Britain reported its lowest number of daily new coronavirus infections since the start of the year on Saturday, adding to signs that a national lockdown is slowing the spread of a more infectious variant of the disease. However the effect of the recent surge in cases remains clear in the death toll, which was the third-highest on record. Britain has Europe's highest death toll - though more have died in Italy and Belgium on a per capita basis.
Lottery players have another chance to win big next week since there were no winners of the top prize for both the Powerball and Mega Millions jackpots in their most recent drawings. The Powerball jackpot grew to an estimated $730 million after no one matched all five numbers and the red ball in the drawing on Saturday night. If a lottery player strikes big in the next Powerball drawing on Wednesday, it would be the fifth-largest jackpot ever in the United States.
Biden’s plan to get 100m Americans vaccinated in first 100 days is ‘doable,’ Dr Fauci says
President Trump is known for going off script, but his premature presidential election victory declaration in the early hours of the morning on Nov. 4 wasn't a completely spur-of-the-moment decision, Axios' Jonathan Swan reports.In the first installment of a reported series on Trump's final two months in office, Swan writes that Trump began "choreographing election night in earnest" during the second week of October following a "toxic" debate with President-elect Joe Biden on Sept. 29 and a bout with COVID-19 that led to his hospitalization. At that point, Trump's internal poll numbers had reportedly taken a tumble, Swan notes.With that in mind, he reportedly called his first White House chief of staff, a stunned Reince Priebus, and "acted out his script, including walking up to a podium and prematurely declaring victory on election night if it looked like he was ahead." Indeed, in the lead up to Election Day, Trump reportedly kept his focus on the so-called "red mirage," the early vote counts that would show many swing states leaning red because mail-in ballots had yet to be counted. Trump, Swan reports, intended to "weaponize it for his vast base of followers," who would go to bed thinking he had secured a second-term, likely planting the seeds of a stolen election.

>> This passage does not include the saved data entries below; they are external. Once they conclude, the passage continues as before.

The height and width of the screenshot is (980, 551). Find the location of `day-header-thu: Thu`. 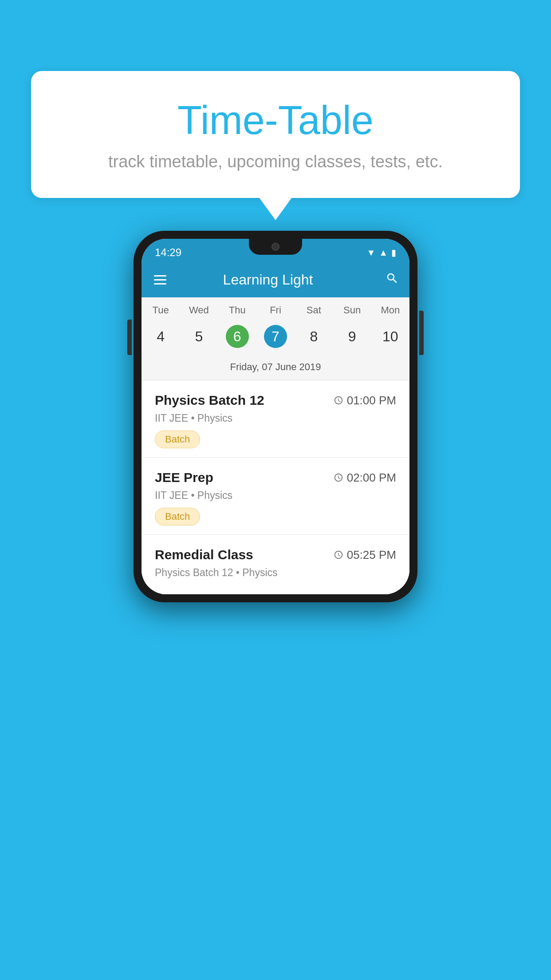

day-header-thu: Thu is located at coordinates (237, 310).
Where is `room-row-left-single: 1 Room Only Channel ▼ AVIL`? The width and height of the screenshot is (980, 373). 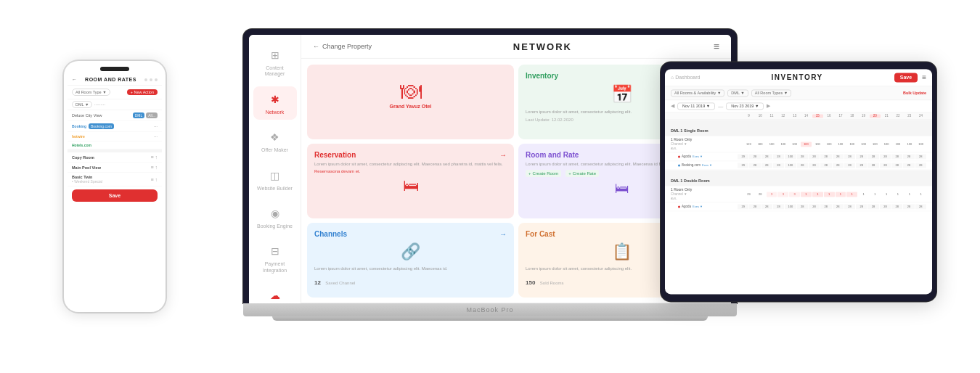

Read more at Axios. > As I've been writing, the plan was to steal the election all along. Fantastic reporting here. https://t.co/k8C73o8vH7> > -- Jonah Goldberg (@JonahDispatch) January 16, 2021More stories from theweek.com 5 more scathing cartoons about Trump's 2nd impeachment How 'bewildered' Trump campaign aides would reportedly discreetly escape election challenge meetings New Yorker reporter's footage provides 'clearest view yet' of Capitol rioters inside Senate chamber
The earthquake struck the island of Sulawesi on Friday, injuring hundreds and destroying a hospital.
Egypt’s former antiquities minister and noted archaeologist Zahi Hawass on Sunday revealed details of an ancient funerary temple in a vast necropolis south of Cairo. Hawass told reporters at the Saqqara necropolis that archaeologists unearthed the temple of Queen Neit, wife of King Teti, the first king of the Sixth Dynasty that ruled Egypt from 2323 B.C. till 2150 B.C. Archaeologists also found a 4-meter (13-foot) long papyrus that includes texts of the Book of the Dead, which is a collection of spells aimed at directing the dead through the underworld in ancient Egypt, he said.
Amid frustration and delays of administering current vaccines, Fauci said President-elect Biden's goal of 100 million doses in 100 days is achievable.